Let's call things by their real names instead of deceiving ourselves about them.

Rockstar makes a correct reference to the different levels of "jihad" (I so far only knew four of the five meanings he separately listed). The last three in his list are those that characterise Islam as the political movement and ideology that it is in the main - the religious dimension as indicated in the first two is just the attempt of giving as self-justification for the political violence Islam intends. I always said that Islam is more a political ideology than a religious one, didn't I. This also is the characterisation and background of all passages in t he Auran that all for violence against everybody who does not submit to Islam's dogma and rules, including corrupted moderates and apostates, the killing of both is perfectly legal in Islam, and is being called for by the Quran and Hadith.

Sura 2.256 says "There is no compulsion in religion". This is often misunderstood and misinterpreted as that it says nobody is forced to beolieve in Islam. Buit when seeing it in context, it means something totally different, only expressing that a Muslim shall volunatrily believe in Islam, so that indeed he feels no pressure to do so. If looking beind the immediate sentence and seeing the context of that Sura 2, and others, you realise that the meaning of it comparees more to what Mr. Ford said when assembling his Model-T, being quoted with: "You can order it in any colour you want, as long as it is black."

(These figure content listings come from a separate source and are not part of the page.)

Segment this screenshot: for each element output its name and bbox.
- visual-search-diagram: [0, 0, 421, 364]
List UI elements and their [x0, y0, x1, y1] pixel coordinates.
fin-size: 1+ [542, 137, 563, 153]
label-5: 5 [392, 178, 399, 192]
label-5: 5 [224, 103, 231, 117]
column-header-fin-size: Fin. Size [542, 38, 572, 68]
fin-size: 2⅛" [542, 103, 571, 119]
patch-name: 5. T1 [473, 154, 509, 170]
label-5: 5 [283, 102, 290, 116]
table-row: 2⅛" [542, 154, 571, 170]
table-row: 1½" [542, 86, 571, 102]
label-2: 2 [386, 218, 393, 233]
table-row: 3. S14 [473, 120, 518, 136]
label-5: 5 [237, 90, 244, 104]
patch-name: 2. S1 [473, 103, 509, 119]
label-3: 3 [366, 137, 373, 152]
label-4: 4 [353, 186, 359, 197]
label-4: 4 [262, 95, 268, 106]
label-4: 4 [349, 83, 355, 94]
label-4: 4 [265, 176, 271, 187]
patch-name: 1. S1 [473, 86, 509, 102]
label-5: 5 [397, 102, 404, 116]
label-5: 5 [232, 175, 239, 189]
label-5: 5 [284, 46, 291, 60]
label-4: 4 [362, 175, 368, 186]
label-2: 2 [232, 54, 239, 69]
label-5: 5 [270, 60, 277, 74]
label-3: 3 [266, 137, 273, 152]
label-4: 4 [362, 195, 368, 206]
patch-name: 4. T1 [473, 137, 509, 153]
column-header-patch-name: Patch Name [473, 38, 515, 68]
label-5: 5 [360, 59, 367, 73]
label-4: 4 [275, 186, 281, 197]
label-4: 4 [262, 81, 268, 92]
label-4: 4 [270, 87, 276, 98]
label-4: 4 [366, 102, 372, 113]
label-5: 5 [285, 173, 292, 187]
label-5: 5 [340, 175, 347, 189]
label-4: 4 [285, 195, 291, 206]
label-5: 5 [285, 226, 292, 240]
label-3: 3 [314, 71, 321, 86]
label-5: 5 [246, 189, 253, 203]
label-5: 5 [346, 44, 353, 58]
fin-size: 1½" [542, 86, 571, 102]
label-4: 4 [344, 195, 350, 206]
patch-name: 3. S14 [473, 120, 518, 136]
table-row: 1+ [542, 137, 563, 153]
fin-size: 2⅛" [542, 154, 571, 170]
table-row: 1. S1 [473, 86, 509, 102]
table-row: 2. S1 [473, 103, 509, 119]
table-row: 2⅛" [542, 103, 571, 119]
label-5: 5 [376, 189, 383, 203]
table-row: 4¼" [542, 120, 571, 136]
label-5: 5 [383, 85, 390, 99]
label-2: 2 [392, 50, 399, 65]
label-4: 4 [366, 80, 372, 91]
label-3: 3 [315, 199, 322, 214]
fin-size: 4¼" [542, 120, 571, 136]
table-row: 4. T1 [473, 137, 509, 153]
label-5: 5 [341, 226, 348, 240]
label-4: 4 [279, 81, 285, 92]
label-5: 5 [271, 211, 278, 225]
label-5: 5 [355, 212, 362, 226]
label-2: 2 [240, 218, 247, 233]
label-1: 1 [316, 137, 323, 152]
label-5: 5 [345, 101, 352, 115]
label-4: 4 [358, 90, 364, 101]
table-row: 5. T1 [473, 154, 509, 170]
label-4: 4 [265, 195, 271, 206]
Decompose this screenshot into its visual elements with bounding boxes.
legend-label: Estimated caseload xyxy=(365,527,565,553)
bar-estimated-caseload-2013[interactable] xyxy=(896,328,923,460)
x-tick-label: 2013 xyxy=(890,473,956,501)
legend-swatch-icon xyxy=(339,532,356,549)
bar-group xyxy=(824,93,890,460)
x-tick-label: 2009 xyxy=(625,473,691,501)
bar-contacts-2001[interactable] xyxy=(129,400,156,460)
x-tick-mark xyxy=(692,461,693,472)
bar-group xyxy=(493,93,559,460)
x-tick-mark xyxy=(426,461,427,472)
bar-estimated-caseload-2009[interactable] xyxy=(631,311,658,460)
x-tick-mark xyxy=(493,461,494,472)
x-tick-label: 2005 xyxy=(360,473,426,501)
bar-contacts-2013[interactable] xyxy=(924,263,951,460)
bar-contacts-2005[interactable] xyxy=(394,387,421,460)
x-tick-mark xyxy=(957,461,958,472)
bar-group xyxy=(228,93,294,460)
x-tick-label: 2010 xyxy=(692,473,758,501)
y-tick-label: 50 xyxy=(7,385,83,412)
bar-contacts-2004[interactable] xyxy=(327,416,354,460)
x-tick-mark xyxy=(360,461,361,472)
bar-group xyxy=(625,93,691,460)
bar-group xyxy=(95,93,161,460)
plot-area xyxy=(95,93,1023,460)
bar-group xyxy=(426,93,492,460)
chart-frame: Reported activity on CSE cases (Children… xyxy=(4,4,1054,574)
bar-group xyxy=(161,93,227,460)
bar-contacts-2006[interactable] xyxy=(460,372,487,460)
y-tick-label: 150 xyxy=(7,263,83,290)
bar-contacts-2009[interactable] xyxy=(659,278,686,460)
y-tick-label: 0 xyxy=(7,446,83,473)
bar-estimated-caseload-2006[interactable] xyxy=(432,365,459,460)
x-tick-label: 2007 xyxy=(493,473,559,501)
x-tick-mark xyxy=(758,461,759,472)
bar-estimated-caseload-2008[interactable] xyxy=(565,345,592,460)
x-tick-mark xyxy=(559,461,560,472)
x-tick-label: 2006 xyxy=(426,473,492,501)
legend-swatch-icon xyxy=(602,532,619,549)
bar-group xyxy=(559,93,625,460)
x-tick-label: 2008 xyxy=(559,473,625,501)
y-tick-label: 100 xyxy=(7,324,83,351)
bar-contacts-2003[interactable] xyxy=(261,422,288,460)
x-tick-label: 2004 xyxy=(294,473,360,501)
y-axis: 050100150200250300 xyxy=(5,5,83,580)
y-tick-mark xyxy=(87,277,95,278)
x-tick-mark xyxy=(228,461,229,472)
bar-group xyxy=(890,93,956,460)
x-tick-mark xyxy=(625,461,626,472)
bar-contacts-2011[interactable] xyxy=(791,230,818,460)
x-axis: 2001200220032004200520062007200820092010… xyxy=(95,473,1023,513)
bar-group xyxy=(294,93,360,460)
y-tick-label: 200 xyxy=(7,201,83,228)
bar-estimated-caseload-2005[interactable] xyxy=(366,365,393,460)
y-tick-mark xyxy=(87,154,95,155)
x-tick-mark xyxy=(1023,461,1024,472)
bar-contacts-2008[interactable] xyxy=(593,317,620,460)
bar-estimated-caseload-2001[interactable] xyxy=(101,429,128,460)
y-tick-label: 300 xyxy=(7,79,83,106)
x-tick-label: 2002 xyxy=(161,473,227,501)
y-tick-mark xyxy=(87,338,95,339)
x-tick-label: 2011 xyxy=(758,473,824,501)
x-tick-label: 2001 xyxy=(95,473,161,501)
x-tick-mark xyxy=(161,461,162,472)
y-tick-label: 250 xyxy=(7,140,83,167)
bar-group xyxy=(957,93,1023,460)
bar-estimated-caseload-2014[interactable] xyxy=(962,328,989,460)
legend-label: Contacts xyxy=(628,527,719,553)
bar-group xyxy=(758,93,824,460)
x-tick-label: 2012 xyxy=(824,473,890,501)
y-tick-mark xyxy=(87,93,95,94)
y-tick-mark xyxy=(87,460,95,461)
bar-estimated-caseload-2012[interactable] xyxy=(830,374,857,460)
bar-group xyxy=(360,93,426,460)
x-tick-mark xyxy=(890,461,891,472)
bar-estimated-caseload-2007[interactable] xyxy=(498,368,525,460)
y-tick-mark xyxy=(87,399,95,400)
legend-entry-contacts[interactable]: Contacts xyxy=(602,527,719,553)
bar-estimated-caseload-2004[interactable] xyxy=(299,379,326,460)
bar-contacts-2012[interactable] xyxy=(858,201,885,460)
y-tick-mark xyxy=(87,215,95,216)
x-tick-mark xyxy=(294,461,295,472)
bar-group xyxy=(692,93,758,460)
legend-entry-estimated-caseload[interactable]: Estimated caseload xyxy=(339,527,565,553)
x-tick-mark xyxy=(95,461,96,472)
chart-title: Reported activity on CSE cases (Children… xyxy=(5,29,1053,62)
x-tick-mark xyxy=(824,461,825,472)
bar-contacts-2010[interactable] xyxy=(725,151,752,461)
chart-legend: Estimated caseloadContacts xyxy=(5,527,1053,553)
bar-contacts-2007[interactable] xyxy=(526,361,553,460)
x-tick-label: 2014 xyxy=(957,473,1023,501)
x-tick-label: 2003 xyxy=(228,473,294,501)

The Quran cannot be correctly understood if atomistically and opportunistically picking just the smallest possible piece of micro-details and single sentences. That's why it is often said that it is "monolithic", both the book and the ideology it expresses. You need to reflect the whole thing together, and understand any quote in the context of the whole thing. And you need to understand that from a Muslim point of view the Quran, different to the Bible, is not the work of man reflecting aboiut history and poast events and God'S will, but is understood to be the revealed word of God himself. And who is man to want to "correct" and "interprete" God's very own words?